The art of the deal and stock picking
Well, that wasn’t supposed to happen. Not after all the hand-wringing, ripping up the models and changed polling techniques that happened after the 2016 election.
As we write, the 2020 US election isn’t fully resolved with a Biden victory announced but Trump contesting the result and counting still underway in some states.
It wasn’t meant to be like this, this was supposed to be a big win. Polling had consistently shown that Biden had a 7-8% lead, with a margin of error (which can be thought of as “if we’re wrong, how much will it be”) of about 3%.
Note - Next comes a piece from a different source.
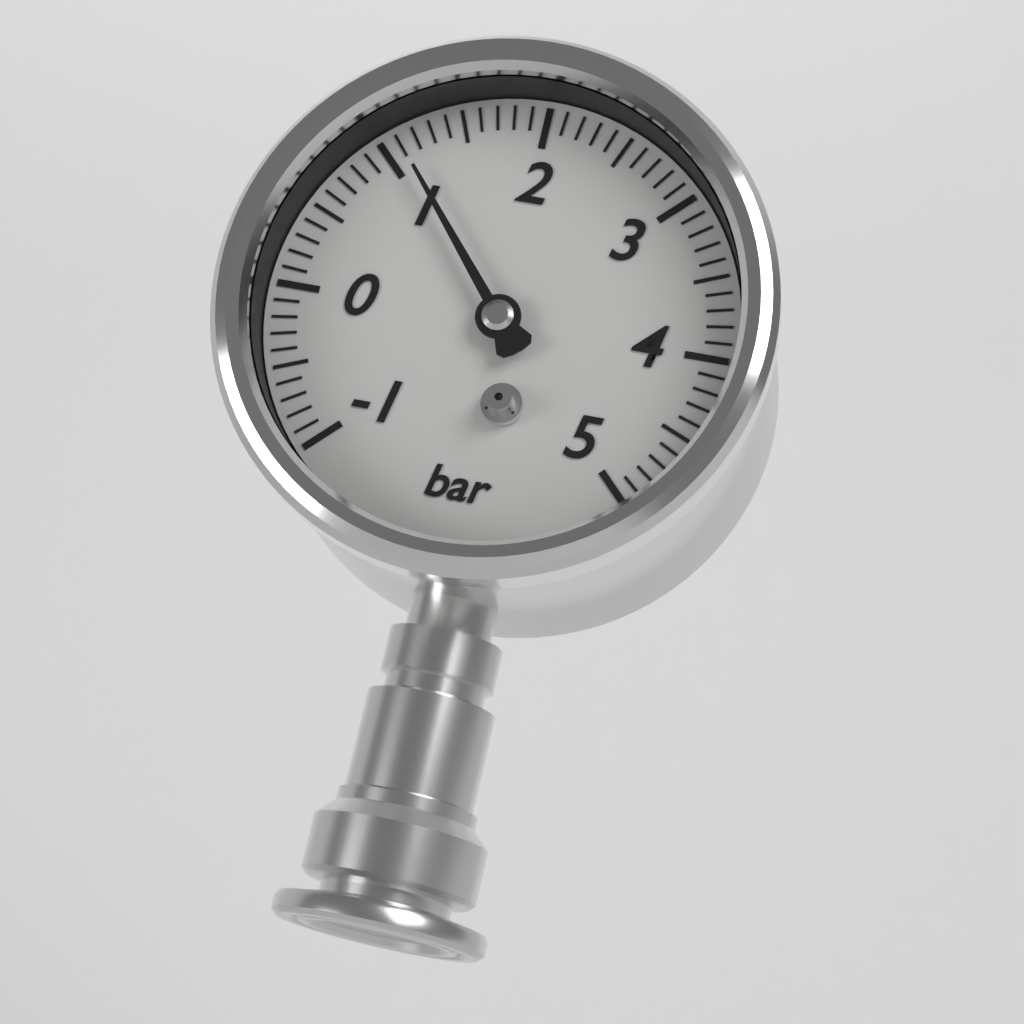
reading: 1.1 bar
Nate Silver, who built a reputation as a savvy forecaster and runs the website “Five thirtyeight” wrote this the day before the election:
Joe Biden is favored to beat President Trump (though Trump still has a 1-in-10 chance); Democrats have a 3-in-4 shot at taking back the Senate; and the House will most likely remain under Democratic control (Democrats might even expand their majority by a few seats).
Nope. The Democrats lost seats in the House, are unlikely to control the senate, won back no statehouses at the State level and almost lost the election.
So what went wrong? Salvatore Babones in the SMH and Zeynep Tufekci in the New York Times wrote some initial thoughts which we will draw on here.
Polling relies on two strands of mathematics: sampling and modelling.
Since you can’t ask everyone, you have to work out from the ones you’ve asked how representative they are of the group. The more you ask, the more likely it reflects the group, but the more costly and time consuming it is. This is sampling or statistics. One emerging issue here is that with mobile phones, most people don’t answer unknown numbers. It would seem that only 3% of people answer pollsters which is changing the polling error.
Modelling draws on the polling data, but also then adds in “fundamentals” or things we expect to influence the result. This could be “strong economies favour incumbents” or “Democrats in past elections mail in more votes” or “white males favour X on voting day”. The polling company then runs simulations where they change each of these assumptions a little and sees what happens, generating a probability of winning.
Up to now, this sounds a lot like weather forecasting: take historical data, add in the current situation and model it out.
But at this point it starts to change. For the weather we have thousands of days of data. For US Federal elections that happen each 4 years, over 40 years we have 10 data points. So assumptions start to matter more. The USA has voluntary voting so polling doesn’t translate into whether that person votes or not.
And now it really diverges. You see, me knowing that there is an 80% chance of rain isn’t going to change the chance of rain. I’ll still get wet if I don’t have an umbrella.
Except we’re dealing with humans here not the weather. And it turns out humans change their behaviour based on what they are reading about election forecasts. This paper shows how some voters don’t bother voting if they think the result is a foregone conclusion.
Or that Facebook may have decided to be more lax on fake news in the lead up to 2016, to placate Republicans, on the assumption that Democrats win easily?
And at the margin, in a voluntary voting democracy, this matters.
George Soros, the renowned macro investor would recognise this instantly, as he coined an investing phrase for it: “reflexivity”.
The concept is that people’s views of the world change the world itself, as these people act on their views, thus creating a “reinforcing loop”.
So how does this relate to Fairlight and investing? A lot of our day job is building models and forecasting for our stocks. If we come up with outcomes better than the current share price, the stock is a buy and vice versa. To obtain our forecasts we “poll” (surveys of competitors, pricing trends, speak with the CEO etc). We then “model fundamentals” (known seasonality in divisions etc).
What the election result reminds us is that: 1) market views matter. If the market loves the stock, it can drive the price up, enabling the company to issue shares cheaply or acquire to grow and change the future path of that company; 2) That on the other side if we like a stock the market hates, the same reinforcing cycle can work against you, where the views change the fundamentals; and 3) for a lot of companies we don’t have 50 years of data, so some humility in forecasting with limited data points is needed.
What it doesn’t mean is that we shouldn’t model or try to quantify some outcomes. It just means that the difference between 20% and 40% forecast gains for a stock is probably less than you think.
Or as George Box the statistician said “All models are wrong, but some are useful”.